Chapter 204,606 wordsPublic domain

Says he, “I honor your sentiments, Josiah Allen’s wife, I think you are a firm principled woman, and a earnest, well wisher of your sect. But I do think you are in a error, I honestly think so. The Creator designed woman for a quiet, home life, it is there she finds her greatest happiness and content. God gave her jest those faculties that fit her for that life. God never designed her to go rantin’ round in public, preachin’ and lecturin’.”

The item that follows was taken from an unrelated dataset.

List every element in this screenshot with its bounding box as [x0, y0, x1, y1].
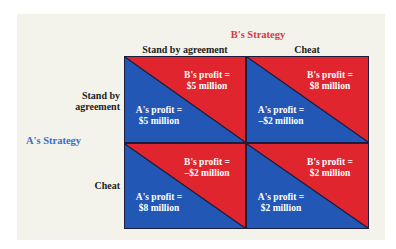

Says I, “Horace, I agree with you in thinkin’ that home is the best place for most wimmen. But you say that wimmen have great influence, and great powers of perswasion, and why not use them powers to win men’s soles, and to influence men in the cause of Temperance and Justice, as well as to use ’em all up in teasin’ thier husbands to buy ’em a summer bunnet and a pair of earrings? And take such wimmen as Anna Dickinson--what under the sun did the Lord give her such powers of eloquence and perswasion for, if He didn’t calculate to have her use ’em? Why you would say a human bein’ was a fool, that would go to work and make a melodious piano, a calculatin’ to have it stand dumb forever, holdin’ back all the music in it not lettin’ any of it come out to chirk folks up, and make ’em better. When a man makes a cheese press, he don’t expect to get music out of it, it hain’t reasonable to expect a cheese press to play Yankee Doodle, and old Hundred. I, myself, wasn’t calculated for a preacher.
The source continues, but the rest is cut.